Sure, there are obstacles. Single cooks have to overcome the challenges of shopping in supermarkets selling portions designed for familiesor crowds. We have to come to terms with leftovers, a boon when theyre in small quantities and an annoyance in large ones. But the advantages are formidable, too. At the top of my list: freedom. You dont have to take into account anyones palate but your own, meaning you can let your cravings lead you where they may. The potential for satisfaction is huge.

Thats why, several years ago, I started writing a column on cooking for one for the Washington Post , and thats why I wrote my first cookbook, Serve Yourself: Nightly Adventures in Cooking for One , in 2011. I wanted to proselytize about the joys of cooking for yourself, not apologize for it or bemoan the difficulties.

In promoting the book, I started noticing a phenomenon: at signings, classes, and festivals, a disproportionately high number of the single people who wanted to talk to me about my recipes were vegetarian or vegan. They wanted to know how much of the book would be suited to their way of eating. As I flipped through and pointed out all the dishes I thought theyd like (more than half of it is meatless), I started to realize something else: I was moving toward vegetarianism myself. It took me a little by surprise, especially since in the opening to that books meat chapter, I had written: The Texas boy in me, Im afraid, would have a tough time ever giving meat up altogether. My connection to it is just plain hardwired.

The process has been organic, based not on one grand decision but on an evolution of my philosophy and my eating habits. And it hasnt felt like Im giving anything up. Because of the environmental impact and horrid treatment of industrial livestock, I long ago started buying only humanely raised meat from small, local farms and tried to make it less of a focus on my plates. (The mantra is less meat, better meat.) But less started to become much less. Phase one: I started noticing that my freezer was filling up with that meat, and I wasnt cooking it. Why not? Partly, I think, I was subconsciously trying to counter all the meat I was eating in restaurants. Phase two: I started getting less carnivorous at restaurants, too, finding that I was losing those Texas-boy cravings, little by little. Phase three: I started growing more of my own food in a community garden, then spent a year working on my sister and brother-in-laws homestead in Maine, just as they were deciding to become vegan. The modest bounty of my hard-won garden followed by the huge bounty of theirs gave me new inspiration for ways to cook vegetables. I might stay in this phase a good long while, or there might be a phase four. Well see.

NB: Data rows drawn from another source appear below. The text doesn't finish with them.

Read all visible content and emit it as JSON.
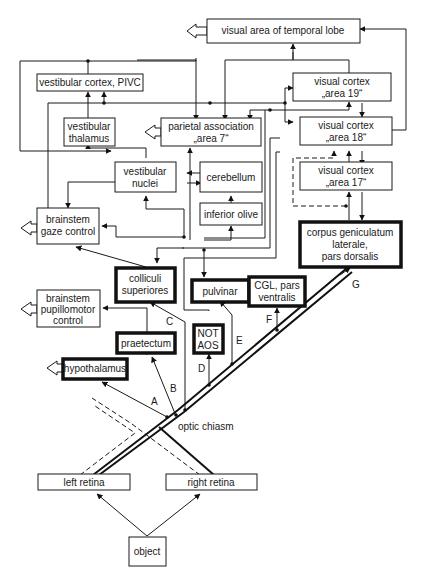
{
  "diagram": {
    "nodes": {
      "temporal": {
        "label": "visual area of temporal lobe"
      },
      "pivc": {
        "label": "vestibular cortex, PIVC"
      },
      "v19": {
        "line1": "visual cortex",
        "line2": "„area 19“"
      },
      "vthal": {
        "line1": "vestibular",
        "line2": "thalamus"
      },
      "parietal": {
        "line1": "parietal association",
        "line2": "„area 7“"
      },
      "v18": {
        "line1": "visual cortex",
        "line2": "„area 18“"
      },
      "vnuc": {
        "line1": "vestibular",
        "line2": "nuclei"
      },
      "cereb": {
        "label": "cerebellum"
      },
      "v17": {
        "line1": "visual cortex",
        "line2": "„area 17“"
      },
      "olive": {
        "label": "inferior olive"
      },
      "gaze": {
        "line1": "brainstem",
        "line2": "gaze control"
      },
      "cgl_d": {
        "line1": "corpus geniculatum",
        "line2": "laterale,",
        "line3": "pars dorsalis"
      },
      "colliculi": {
        "line1": "colliculi",
        "line2": "superiores"
      },
      "pulvinar": {
        "label": "pulvinar"
      },
      "cgl_v": {
        "line1": "CGL, pars",
        "line2": "ventralis"
      },
      "pupillo": {
        "line1": "brainstem",
        "line2": "pupillomotor",
        "line3": "control"
      },
      "praetectum": {
        "label": "praetectum"
      },
      "not_aos": {
        "line1": "NOT",
        "line2": "AOS"
      },
      "hypothalamus": {
        "label": "hypothalamus"
      },
      "chiasm": {
        "label": "optic chiasm"
      },
      "left_retina": {
        "label": "left retina"
      },
      "right_retina": {
        "label": "right retina"
      },
      "object": {
        "label": "object"
      }
    },
    "pathway_labels": {
      "A": "A",
      "B": "B",
      "C": "C",
      "D": "D",
      "E": "E",
      "F": "F",
      "G": "G"
    },
    "legend": {
      "bold_boxes": "retinal target nuclei",
      "dashed_lines": "ipsilateral projections"
    }
  }
}
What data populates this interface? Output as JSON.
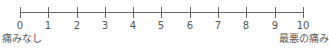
{
  "scale": {
    "type": "numeric-pain-rating-scale",
    "min": 0,
    "max": 10,
    "ticks": [
      "0",
      "1",
      "2",
      "3",
      "4",
      "5",
      "6",
      "7",
      "8",
      "9",
      "10"
    ],
    "left_anchor_label": "痛みなし",
    "right_anchor_label": "最悪の痛み",
    "line_color": "#666666",
    "text_color": "#555555"
  }
}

What set off this evolution? Health concerns have played a big part. I didnt have a heart attack; my doctor didnt tell me I needed to give up meat; there was no crisis per se. But the older I get, the more difficult it has become to manage my weight. And the older I get, the harder it is for my body to handle overly indulgent, multicourse tasting menu meals of pork belly, foie gras, sweetbreads, and lamb cheeks, the kinds of menus that in food-obsessed circles (like the ones I travel in) have gotten trendier and trendier. I just dont feel good after that kind of eating, and it takes me longer and longer to recover from these rich and meat-heavy meals.